This, of course, gives rise to concern about justiciability. It may well be considered
unwise to include such a provision if it were to result in courts adjudicating upon
17
See further: Anne Twomey, ‘One In, All In — The Simultaneous Implementation of a
Republic at Commonwealth and State Levels’ in Sarah Murray (ed), Constitutional
Perspectives on an Australian Republic (Federation Press, 2010), pp 23–4.
18
See, for example, New South Wales, where in 2006 the oath of allegiance of Members of
Parliament was changed to a pledge of loyalty. In 2012 a further amendment was made
allowing Members to choose whether to take an oath of allegiance or a pledge of loyalty
when being sworn in: Constitution Act 1902 (NSW), s 12 (for Members of Parliament)

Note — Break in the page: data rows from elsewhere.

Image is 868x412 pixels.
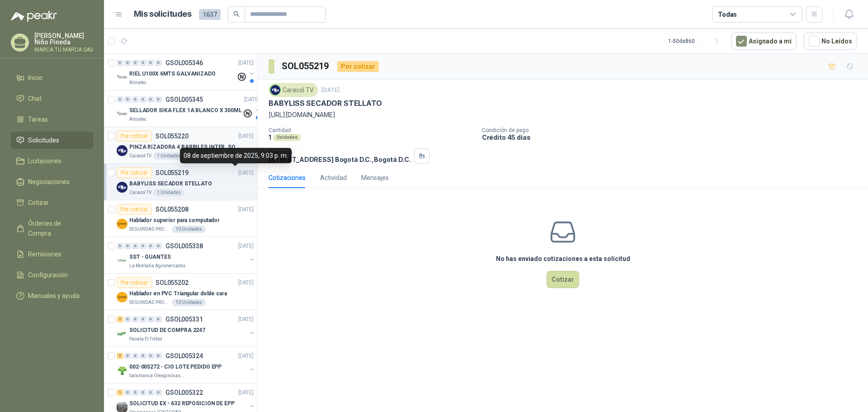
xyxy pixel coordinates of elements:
[129,299,170,306] p: SEGURIDAD PROVISER LTDA
[156,133,189,139] p: SOL055220
[129,189,151,196] p: Caracol TV
[116,351,256,380] a: 5 0 0 0 0 0 GSOL005324[DATE] Company Logo002-005272 - CIO LOTE PEDIDO EPPSalamanca Oleaginosas SAS
[104,164,257,200] a: Por cotizarSOL055219[DATE] Company LogoBABYLISS SECADOR STELLATOCaracol TV1 Unidades
[270,85,280,95] img: Company Logo
[731,32,797,50] button: Asignado a mi
[11,287,93,304] a: Manuales y ayuda
[268,99,382,108] p: BABYLISS SECADOR STELLATO
[273,134,301,141] div: Unidades
[238,169,254,177] p: [DATE]
[147,389,154,395] div: 0
[147,96,154,102] div: 0
[116,94,261,123] a: 0 0 0 0 0 0 GSOL005345[DATE] Company LogoSELLADOR SIKA FLEX 1A BLANCO X 300MLAlmatec
[28,73,42,83] span: Inicio
[337,61,379,72] div: Por cotizar
[28,177,70,187] span: Negociaciones
[496,254,630,264] h3: No has enviado cotizaciones a esta solicitud
[172,226,206,233] div: 10 Unidades
[116,204,152,215] div: Por cotizar
[28,291,80,301] span: Manuales y ayuda
[28,156,61,166] span: Licitaciones
[116,59,123,66] div: 0
[11,11,57,21] img: Logo peakr
[129,70,216,78] p: RIEL U100X 6MTS GALVANIZADO
[140,316,147,322] div: 0
[155,59,162,66] div: 0
[11,69,93,86] a: Inicio
[124,59,131,66] div: 0
[116,109,128,120] img: Company Logo
[244,96,259,104] p: [DATE]
[268,127,474,134] p: Cantidad
[140,96,147,102] div: 0
[129,372,186,380] p: Salamanca Oleaginosas SAS
[28,270,68,280] span: Configuración
[28,135,59,145] span: Solicitudes
[129,143,242,151] p: PINZA RIZADORA 4 BARRILES INTER. SOL-GEL BABYLISS SECADOR STELLATO
[361,173,389,183] div: Mensajes
[116,292,128,302] img: Company Logo
[238,315,254,324] p: [DATE]
[116,240,256,270] a: 0 0 0 0 0 0 GSOL005338[DATE] Company LogoSST - GUANTESLa Montaña Agromercados
[28,94,42,104] span: Chat
[129,335,162,343] p: Panela El Trébol
[116,58,256,86] a: 0 0 0 0 0 0 GSOL005346[DATE] Company LogoRIEL U100X 6MTS GALVANIZADOAlmatec
[129,363,221,372] p: 002-005272 - CIO LOTE PEDIDO EPP
[129,289,227,298] p: Hablador en PVC Triangular doble cara
[147,353,154,359] div: 0
[156,206,189,213] p: SOL055208
[547,271,579,288] button: Cotizar
[668,34,724,48] div: 1 - 50 de 860
[482,127,864,134] p: Condición de pago
[166,96,203,102] p: GSOL005345
[153,153,185,159] div: 1 Unidades
[321,86,340,94] p: [DATE]
[153,189,185,196] div: 1 Unidades
[132,96,139,102] div: 0
[116,329,128,339] img: Company Logo
[116,218,128,229] img: Company Logo
[132,59,139,66] div: 0
[132,316,139,322] div: 0
[34,32,93,45] p: [PERSON_NAME] Niño Pineda
[282,59,330,73] h3: SOL055219
[28,218,85,238] span: Órdenes de Compra
[116,131,152,142] div: Por cotizar
[718,9,737,20] div: Todas
[129,399,235,408] p: SOLICITUD EX - 632 REPOSICION DE EPP
[28,249,61,259] span: Remisiones
[155,316,162,322] div: 0
[132,389,139,395] div: 0
[234,11,240,17] span: search
[155,243,162,249] div: 0
[238,352,254,360] p: [DATE]
[166,389,203,395] p: GSOL005322
[166,353,203,359] p: GSOL005324
[124,389,131,395] div: 0
[172,299,206,306] div: 10 Unidades
[166,59,203,66] p: GSOL005346
[238,132,254,140] p: [DATE]
[140,243,147,249] div: 0
[124,243,131,249] div: 0
[147,316,154,322] div: 0
[11,132,93,149] a: Solicitudes
[238,278,254,287] p: [DATE]
[320,173,347,183] div: Actividad
[156,280,189,286] p: SOL055202
[147,59,154,66] div: 0
[140,353,147,359] div: 0
[116,96,123,102] div: 0
[134,8,192,21] h1: Mis solicitudes
[129,216,219,225] p: Hablador superior para computador
[129,226,170,233] p: SEGURIDAD PROVISER LTDA
[166,243,203,249] p: GSOL005338
[129,106,242,115] p: SELLADOR SIKA FLEX 1A BLANCO X 300ML
[124,96,131,102] div: 0
[129,262,186,270] p: La Montaña Agromercados
[155,389,162,395] div: 0
[116,145,128,156] img: Company Logo
[155,96,162,102] div: 0
[199,9,221,20] span: 1637
[28,197,49,208] span: Cotizar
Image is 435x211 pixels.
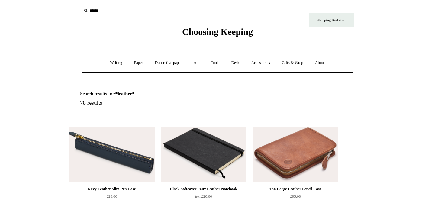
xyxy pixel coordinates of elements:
[309,13,355,27] a: Shopping Basket (0)
[253,185,339,210] a: Tan Large Leather Pencil Case £95.00
[80,99,225,106] h5: 78 results
[182,31,253,36] a: Choosing Keeping
[161,127,247,182] img: Black Softcover Faux Leather Notebook
[253,127,339,182] a: Tan Large Leather Pencil Case Tan Large Leather Pencil Case
[195,194,212,198] span: £20.00
[80,91,225,96] h1: Search results for:
[105,55,128,71] a: Writing
[206,55,225,71] a: Tools
[162,185,245,192] div: Black Softcover Faux Leather Notebook
[161,185,247,210] a: Black Softcover Faux Leather Notebook from£20.00
[254,185,337,192] div: Tan Large Leather Pencil Case
[246,55,276,71] a: Accessories
[290,194,301,198] span: £95.00
[182,27,253,37] span: Choosing Keeping
[277,55,309,71] a: Gifts & Wrap
[129,55,149,71] a: Paper
[188,55,204,71] a: Art
[226,55,245,71] a: Desk
[195,195,201,198] span: from
[150,55,187,71] a: Decorative paper
[69,127,155,182] img: Navy Leather Slim Pen Case
[253,127,339,182] img: Tan Large Leather Pencil Case
[161,127,247,182] a: Black Softcover Faux Leather Notebook Black Softcover Faux Leather Notebook
[69,127,155,182] a: Navy Leather Slim Pen Case Navy Leather Slim Pen Case
[106,194,117,198] span: £28.00
[69,185,155,210] a: Navy Leather Slim Pen Case £28.00
[70,185,153,192] div: Navy Leather Slim Pen Case
[310,55,331,71] a: About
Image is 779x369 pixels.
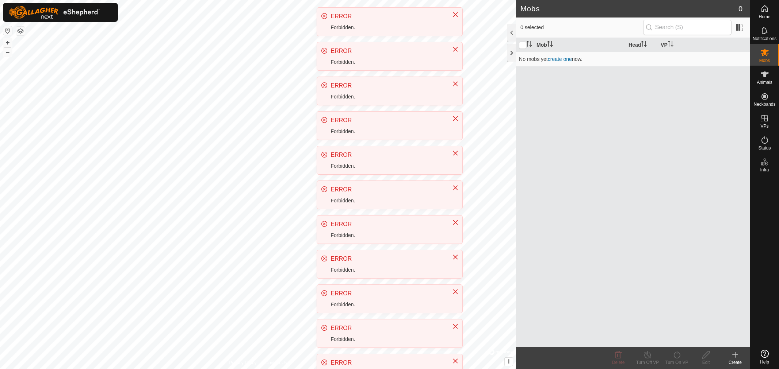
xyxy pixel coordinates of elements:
div: Forbidden. [331,266,445,274]
button: Close [450,9,460,20]
button: Close [450,287,460,297]
p-sorticon: Activate to sort [547,42,553,48]
div: ERROR [331,116,445,125]
div: ERROR [331,47,445,55]
div: Forbidden. [331,232,445,239]
a: Contact Us [265,360,287,367]
div: ERROR [331,81,445,90]
a: Help [750,347,779,368]
button: Reset Map [3,26,12,35]
div: Forbidden. [331,301,445,309]
button: Close [450,44,460,54]
img: Gallagher Logo [9,6,100,19]
button: Close [450,252,460,262]
div: Forbidden. [331,58,445,66]
button: Close [450,148,460,158]
div: ERROR [331,255,445,264]
button: Close [450,114,460,124]
div: Forbidden. [331,128,445,135]
span: i [508,359,509,365]
div: Turn Off VP [633,360,662,366]
div: ERROR [331,289,445,298]
div: Forbidden. [331,24,445,31]
div: ERROR [331,220,445,229]
div: Forbidden. [331,93,445,101]
button: Map Layers [16,27,25,35]
h2: Mobs [520,4,738,13]
div: ERROR [331,185,445,194]
div: ERROR [331,359,445,368]
span: 0 selected [520,24,643,31]
span: Status [758,146,770,150]
div: ERROR [331,12,445,21]
span: 0 [738,3,742,14]
span: Help [760,360,769,365]
div: Turn On VP [662,360,691,366]
div: Forbidden. [331,336,445,344]
button: Close [450,322,460,332]
div: ERROR [331,324,445,333]
button: i [505,358,513,366]
div: Edit [691,360,720,366]
a: Privacy Policy [229,360,257,367]
button: Close [450,356,460,367]
button: Close [450,183,460,193]
th: Mob [533,38,625,52]
button: + [3,38,12,47]
span: Infra [760,168,768,172]
div: Forbidden. [331,162,445,170]
div: Forbidden. [331,197,445,205]
td: No mobs yet now. [516,52,749,66]
p-sorticon: Activate to sort [526,42,532,48]
button: – [3,48,12,57]
span: Delete [612,360,625,365]
button: Close [450,218,460,228]
div: ERROR [331,151,445,160]
a: create one [548,56,572,62]
div: Create [720,360,749,366]
button: Close [450,79,460,89]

and s 35CA (for Executive Councillors).
24
Anne Twomey
APR 28(2)
questions of individual or collective ministerial responsibility. However, an express
non-justiciability provision could be included, which would apply to all those
provisions which ought not be made justiciable. The benefit would be to make
constitutional conventions and principles clear both to those who must apply them
and to the general public, making the Constitution more comprehensible and
reducing the area for dispute while not expanding the scope for litigation. Other
principles or conventions which might be included in the Constitution could include
the principle upon which the Premier is appointed, for example:
(1) The Governor, by commission, may appoint to the office of Premier a person
who, in the Governor’s opinion, can form a government that is best able to
command the confidence of the Legislative Assembly.
It might also be wise to clarify when the Governor must act on advice, when the
Governor may exercise discretion, and that when discretion is exercised it should be
exercised in accordance with existing constitutional conventions and principles.
Again, any such provision would need to be classified as non-justiciable.
New approaches
Finally, there is the issue of whether new constitutional approaches should be taken
in a new State Constitution. For example, should the Premier be appointed by the
Parliament, rather than the Governor? 19 Should the Governor’s reserve powers be
codified or removed? Should there be an entrenched bill of rights in the
Constitution or a set of guiding principles for Parliament in the enactment of its
laws? Should executive power be defined and limited? Should there be a capacity to
appoint a small number of Ministers from outside the Parliament? 20 While there are
some constitutional constraints upon a State, such as the requirements of the
Commonwealth Constitution and the Australia Acts 1986, there is still a lot of scope
for innovation in the governmental system of a new State. The question to be asked
is — what makes this new State different from the others, and how should the
Constitution be shaped to accommodate this difference or to promote it by
improving upon the constitutional systems in the existing States? One aspect of
difference in the Northern Territory is its significant Aboriginal population. What
aspects of Aboriginal governance, culture and rights could be drawn upon to shape
a different Constitution for the Northern Territory? Again, it is a matter of
balancing the benefits of stability and security in tried and true systems against the
potential benefits of a better calibrated constitutional system that is shaped to meet
the requirements of its people today and for the future. This is the challenge that the
Northern Territory will face as it moves towards statehood.
Ÿ
19
20
See, for example, the Australian Capital Territory.
See further: Alysia Blackham and George Williams, ‘The Appointment of Ministers from
Outside of Parliament’ (2012) 40 Federal Law Review 253.